Wednesday, December 18, 2019

A Write Return

Someone once told me, that to be a writer, you must write. But what happens when there is just so much going on in your mind that you can't seem to get the words out on the page? That the stories you want to share become this tsunami of incoherent babble so you just say f*ck it and nothing happens. For almost two years.

The last time I sat down to put preverbal pen to paper was in March of 2018. In the thick of the reconstruction of my chest following my mastectomy. In the midst of being totally and completely adrift emotionally, physically and spiritually. With the literal weight of my decision to put my life on hold for the sake of my physical health. Since then, my mantra of "just faking it" has been put more into daily practice than ever before.

Shortly after getting cleared at the end of the mastectomy ordeal I retired from the company I helped to grow over the last almost two decades. I walked away from health insurance, stability, a paycheck, and familiarity that had been my safety net through so much. But I knew in my bones that this was the only choice I had. I did not get spared from the reaper to continue living status quo. The lightest I have felt, for as long as I can remember, was leaving the meeting with my business partner/boss after having just given my notice. The first big step toward my future and into the unknown.


The paramount lesson from my ordeal with my breasts was that tomorrow is not a promise. That at any moment in time, everything can, and will change. Change is the only constant in life. As 2019 began I made the commitment to return to myself, my authentic self. Easy right? Sure, we all know who we are, right? HA! Nope... The girl that once was physically strong and emotionally rock solid was not the girl looking back at me in the gym. The girl that was once adventurous, sure of herself and powerful in the face of things that frightened her had left the building. As I began to put forth effort to live again with every cell in my being, I found myself terrified of everything, of every part of my daily life.

Somehow throughout the process of gaining my health and hopefully longevity I had developed a crippling fear of life. The duality of being pulled to live as fully as possible, not only for myself but also living for the many friends that have left this earthly plane via cancer, while I was given the gift of continuing life. I was feeling/experiencing fear in almost every part of my life, it was part of each thing I did, every day. I began working with my partner in his residential construction company not only doing the bookkeeping and office management but also on site painting and helping with other laborer type things. Fear here too... but there was a freedom and empowerment that came along with that choice. To go from running a company to being low man on the food chain was glorious. To listen to music, paint and make things beautiful began to awaken me again, the deep me that had been in hybernation for a long winter.

When I would be on site painting, there was a wave of peace that would wash over me, a zone I would fall into that I had never experienced before. Not only did I love working with my man and not being behind a desk all day, but it began to be almost a moving meditation. A one pointed focus each day that allowed all the other mountains I had been carrying to fall away. So thats what I did, I painted. I taught yoga. I practiced giving myself time to continue to heal. To work through what I had just been through. That I was given a second chance at this life thing. For the record, being in this practice of healing and moving through is scary, scary beyond words. It is messy. It is challenging, that is, from what I have been told, is how a person knows that they are actually healing.

2019 turned into the year of the cocoon. Where I went inside myself to plant the seeds of who I am on the other side of it all. To start to organize everything that has gone down in this decade that is now winding to a close. The loss, the love, the wins, the losses, the adventures & travel, the excitement and let downs. The 10 years packed full of living. I must acknowledge though, that I am, just like you, faking it. I have deduced though, through what some would argue is too much self reflection, that this next chapter requires me to start writing again. To kick my fear straight in the dick and put myself out there. To share my stories of life. So I start now, on the eve of my 40th trip around the sun, to write again. To tell my stories and observations with the intention that I might connect with others out there needing their own connection to help them through their own life adventures.

Ive said it before and I am sure I will again and again, none of us know what we are doing. There is no manual. There really are no rules to how we can design our lives. As long as we continue to strive towards our own authenticity and to create large areas of healing within ourselves.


## TASK DESCRIPTION
Transcribe each record word for word. Skip the images.

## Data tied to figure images
*-*-*

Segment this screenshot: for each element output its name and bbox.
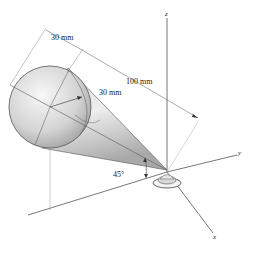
support-dome: [160, 175, 174, 180]
dim-label-cone-length: 100 mm: [126, 78, 152, 86]
dim-label-sphere-radius: 30 mm: [99, 89, 121, 97]
angle-label: 45°: [113, 171, 124, 179]
diagram-graphics: [0, 0, 253, 253]
y-axis-label: y: [238, 150, 241, 157]
reference-line: [167, 122, 198, 172]
y-axis: [167, 155, 237, 172]
dim-ext-2: [70, 49, 83, 68]
dim-100-arrowhead: [192, 114, 198, 118]
ground-line: [28, 172, 167, 215]
x-axis-label: x: [213, 234, 216, 241]
angle-arrowhead-bottom: [144, 174, 148, 178]
z-axis-label: z: [165, 11, 168, 18]
dim-label-sphere-width: 30 mm: [51, 34, 73, 42]
cone-sphere-diagram: 30 mm 30 mm 100 mm 45° z y x: [0, 0, 253, 253]
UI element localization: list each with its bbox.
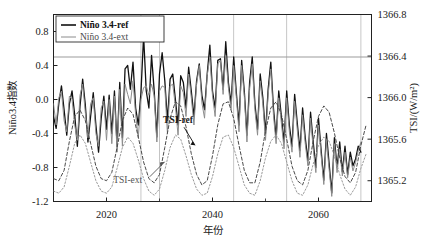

*-*-*

## ANSWER TO THIS TASK
Segment this screenshot: for each element output its name and bbox.
support-dome: [160, 175, 174, 180]
dim-label-cone-length: 100 mm: [126, 78, 152, 86]
dim-label-sphere-radius: 30 mm: [99, 89, 121, 97]
angle-label: 45°: [113, 171, 124, 179]
diagram-graphics: [0, 0, 253, 253]
y-axis-label: y: [238, 150, 241, 157]
reference-line: [167, 122, 198, 172]
y-axis: [167, 155, 237, 172]
dim-ext-2: [70, 49, 83, 68]
dim-100-arrowhead: [192, 114, 198, 118]
ground-line: [28, 172, 167, 215]
x-axis-label: x: [213, 234, 216, 241]
angle-arrowhead-bottom: [144, 174, 148, 178]
z-axis-label: z: [165, 11, 168, 18]
dim-label-sphere-width: 30 mm: [51, 34, 73, 42]
cone-sphere-diagram: 30 mm 30 mm 100 mm 45° z y x: [0, 0, 253, 253]
UI element localization: list each with its bbox.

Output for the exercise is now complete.